It's Hard to Blame Jurgen Klopp for Liverpool's FA Cup Replay Stance
Jurgen Klopp is bracing for a holiday in February.
The FA told him there would be a winter break, and he has given his players a week off. So, as he does not regard the FA Cup replay against Shrewsbury as a first-team fixture, he will leave Liverpool's Under-23 coach, Neil Critchley, in charge. While it hardly seems fair on Shrewsbury, whose reward for its comeback on Sunday is to play a Liverpool youth team (albeit, as it turns out, with the prize of a fifth-round tie against Chelsea should it win at Anfield), Klopp can hardly be blamed. A winter break is either a winter break or it isn’t. But this is an issue that seems to distill a lot of the challenges facing modern football.
Liverpool fielding a youth team is the worst single blow to the FA Cup’s status since 2000 when Manchester United, under pressure from the FA–which was cozying up to FIFA as part of its doomed attempt to be awarded the 2006 World Cup–withdrew to take part in the Club World Cup. This is a clear statement that Liverpool doesn’t care about the competition. It’s an extension of the logic that has seen countless teams in the Premier League and the Championship field weakened sides in the competition. That logic was perhaps legitimized by the way Liverpool felt compelled to field a youth team in the League Cup quarterfinal against Aston Villa because its first team was playing in the Club World Cup semifinal the following day.
And, frankly, why should Liverpool care? The FA Cup is an ailing competition. It still has its moments, but the days when it outstripped the league in importance–as it did until at least the 1960s and arguably even through the 80s until the inception of the Premier League–are gone and aren’t likely to come back. Back then, the FA Cup mattered, because the final was one of the few games to be televised live; because there weren’t the huge imbalances of resources that there are now, so far more teams had a realistic chance of winning; and because the FA Cup brought glamour and interest and marketing opportunities that are now dwarfed by the Premier League television rights deal.
Discussions about the FA Cup seem always to focus on short-term fixes: letting the lower-ranked side play at home, abolishing replays, merging it with the League Cup and moving it earlier in the calendar. All of which may or may not make a positive difference–but that’s not really the point, which is that the big clubs simply have other concerns.
The Premier League and the Champions League are more important both financially and from a sporting point of view. The Club World Cup may be and is certainly likely to become so in its expanded form. The FA Cup is Liverpool’s third or fourth priority. All the goodwill and nostalgia in the world isn’t going to change that, particularly when the FA has handled this so badly. It cannot, on one hand, warn clubs to respect it and not arrange friendlies during it, and then with the other arrange replays for that same period.
Pep Guardiola called last week for the abolition of the League Cup, maintaining his players are exhausted by the fixture calendar. It would be easier to have sympathy if the big clubs didn’t have such a liking for money-spinning summer tours and if the European Club Association was not forever making noises about expanding the Champions League. But there’s a basic reality that the world has changed, and that goes beyond the obscene greed of the superclubs. Overseas markets matter more than ever (which, admittedly, is hard to tally with the UK leaving the European Union on Friday).
The solution is probably some sort of fudge whereby replays are abolished and lower league clubs are compensated for possible lost revenues with a greater share of the prize pot; with the FA Cup being moved slightly earlier in the year; and the League Cup being restricted to those sides who are not engaged in European competition. You can’t make a competition matter by force of will.
The issue is an increasingly globalized world and a series of decisions made by the elite clubs over the past three decades. Klopp’s stance is a terrible thing for the FA Cup, but it’s a symptom of a much greater problem rather than the cause.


◆ Your task: Word for word, copy all the data and drop the pictures.

◆ Source material:

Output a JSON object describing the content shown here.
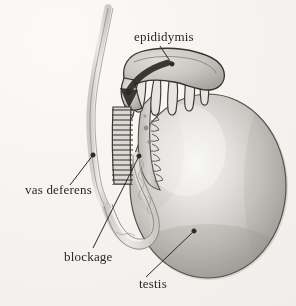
{
  "figure": {
    "medium": "pencil and wash medical illustration",
    "background_color": "#f6f5f3",
    "ink_color": "#2b2723"
  },
  "labels": {
    "epididymis": "epididymis",
    "vas_deferens": "vas deferens",
    "blockage": "blockage",
    "testis": "testis"
  },
  "structures": {
    "testis": {
      "name": "testis",
      "shape": "large oval",
      "fill_light": "#f2f1ee",
      "fill_mid": "#c8c6c2",
      "fill_dark": "#a09d98",
      "outline": "#5c5854"
    },
    "epididymis": {
      "name": "epididymis",
      "shape": "curved cap with finger-like tubules",
      "fill": "#cfcdc8",
      "outline": "#3a3632",
      "tubule_count": 6
    },
    "vas_deferens": {
      "name": "vas deferens",
      "shape": "long wavy double-walled duct",
      "fill": "#dedcd8",
      "outline": "#8d8984"
    },
    "blockage": {
      "name": "blockage",
      "shape": "hatched occluded duct segment",
      "hatch_color": "#3a3632",
      "hatch_lines": 17
    },
    "flow_arrow": {
      "name": "sperm flow arrow",
      "direction": "downward toward blockage",
      "color": "#2e2a26"
    }
  },
  "leaders": [
    {
      "label": "epididymis",
      "endpoint": "epididymis head"
    },
    {
      "label": "vas deferens",
      "endpoint": "vas deferens duct"
    },
    {
      "label": "blockage",
      "endpoint": "hatched duct segment"
    },
    {
      "label": "testis",
      "endpoint": "testis body"
    }
  ]
}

◆ Solution for this problem:
Output a JSON object describing the content shown here.
{
  "figure": {
    "medium": "pencil and wash medical illustration",
    "background_color": "#f6f5f3",
    "ink_color": "#2b2723"
  },
  "labels": {
    "epididymis": "epididymis",
    "vas_deferens": "vas deferens",
    "blockage": "blockage",
    "testis": "testis"
  },
  "structures": {
    "testis": {
      "name": "testis",
      "shape": "large oval",
      "fill_light": "#f2f1ee",
      "fill_mid": "#c8c6c2",
      "fill_dark": "#a09d98",
      "outline": "#5c5854"
    },
    "epididymis": {
      "name": "epididymis",
      "shape": "curved cap with finger-like tubules",
      "fill": "#cfcdc8",
      "outline": "#3a3632",
      "tubule_count": 6
    },
    "vas_deferens": {
      "name": "vas deferens",
      "shape": "long wavy double-walled duct",
      "fill": "#dedcd8",
      "outline": "#8d8984"
    },
    "blockage": {
      "name": "blockage",
      "shape": "hatched occluded duct segment",
      "hatch_color": "#3a3632",
      "hatch_lines": 17
    },
    "flow_arrow": {
      "name": "sperm flow arrow",
      "direction": "downward toward blockage",
      "color": "#2e2a26"
    }
  },
  "leaders": [
    {
      "label": "epididymis",
      "endpoint": "epididymis head"
    },
    {
      "label": "vas deferens",
      "endpoint": "vas deferens duct"
    },
    {
      "label": "blockage",
      "endpoint": "hatched duct segment"
    },
    {
      "label": "testis",
      "endpoint": "testis body"
    }
  ]
}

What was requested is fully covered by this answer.